Those at risk of going to jail for failure to pay child support should be provided with lawyers if they can’t afford representation, an attorney told the Georgia Supreme Court on Monday.
Sarah Geraghty, an attorney representing five fathers, asked the justices to establish a right to counsel for indigent parents when they face incarceration and are opposed by state attorneys representing the Department of Human Services. Otherwise, she said, the unrepresented parents must plead for their liberty in unfair court proceedings.
Such a right would carry economic significance for state taxpayers. Each year, thousands of Georgia parents are jailed for failing to pay child support in civil-contempt proceedings.
On Monday, the court’s justices considered whether the lawsuit filed by the five fathers could be joined by thousands of other parents facing similar situations. In December 2012, Fulton County Superior Court Judge Jerry Baxter granted the lawsuit class-action status, but the Georgia Court of Appeals overturned that decision. The state Supreme Court is now reviewing the issue and should issue its ruling in the coming months.
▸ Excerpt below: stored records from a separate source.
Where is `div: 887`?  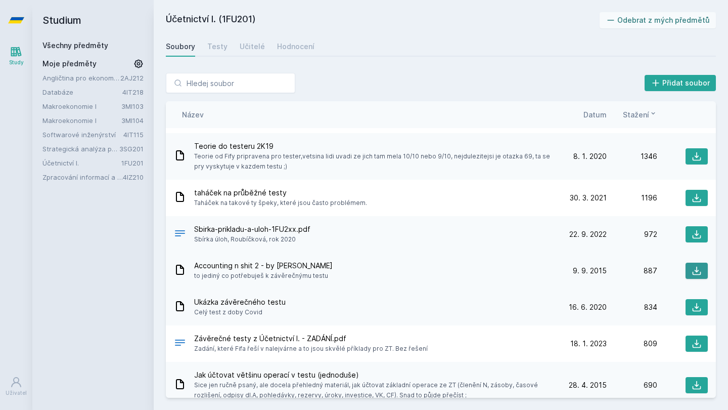
div: 887 is located at coordinates (632, 271).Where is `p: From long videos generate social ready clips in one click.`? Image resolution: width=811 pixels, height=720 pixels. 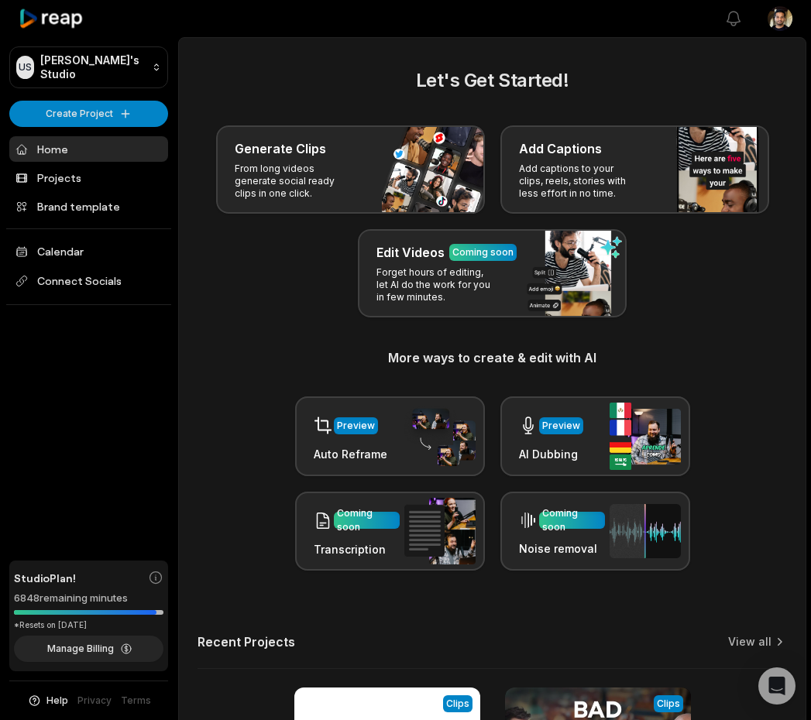
p: From long videos generate social ready clips in one click. is located at coordinates (294, 181).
Randy Miller, an Iraq war veteran, is the lawsuit’s lead plaintiff. Over almost 15 years, Miller paid about $75,000 in child support for his daughter, but he could only make partial payments after he lost his job as an AT&T service technician in 2009, court filings say. By the time he was jailed for three months for failure to pay, Miller had lost his home to foreclosure and had only 39 cents in his bank account, the suit says.
Nationwide, at least 33 states provide counsel in civil-contempt proceedings, which use the threat of jail time to compel deadbeat parents to come up with the money they owe to support their children.
In 2011, the U.S. Supreme Court ruled there was no automatic right to counsel for people charged in such proceedings. That ruling, involving Michael Turner of South Carolina, said states should provide notice to parents, letting them know their failure to pay child support is a critical issue. States also should provide forms to parents so they can give detailed financial information to the court, the ruling said.
Mark Cicero Sr., a lawyer for the state Attorney General’s Office, said Georgia began complying within five days of the Turner ruling.
Cicero estimated that only 4.5 percent of all parents facing child support contempt hearings wind up being incarcerated. “That shouldn’t be surprising because that isn’t the goal,” he said. “The goal is to obtain the money.”
Justice David Nahmias noted that all of the courts that established the right to counsel for indigent parents in their own states did so before the U.S. Supreme Court issued its ruling in Turner’s case. The Wyoming Supreme Court, the only state court to address the decision since Turner, rejected the claim that the risk of jail time required counsel in such proceedings, Nahmias noted.
In Turner’s case, however, there was no lawyer representing the opposing side. And the high court noted this distinction in that opinion, saying it was not addressing civil-contempt proceedings when the child support is owed to the state and when the state is likely to be represented by counsel, Geraghty said.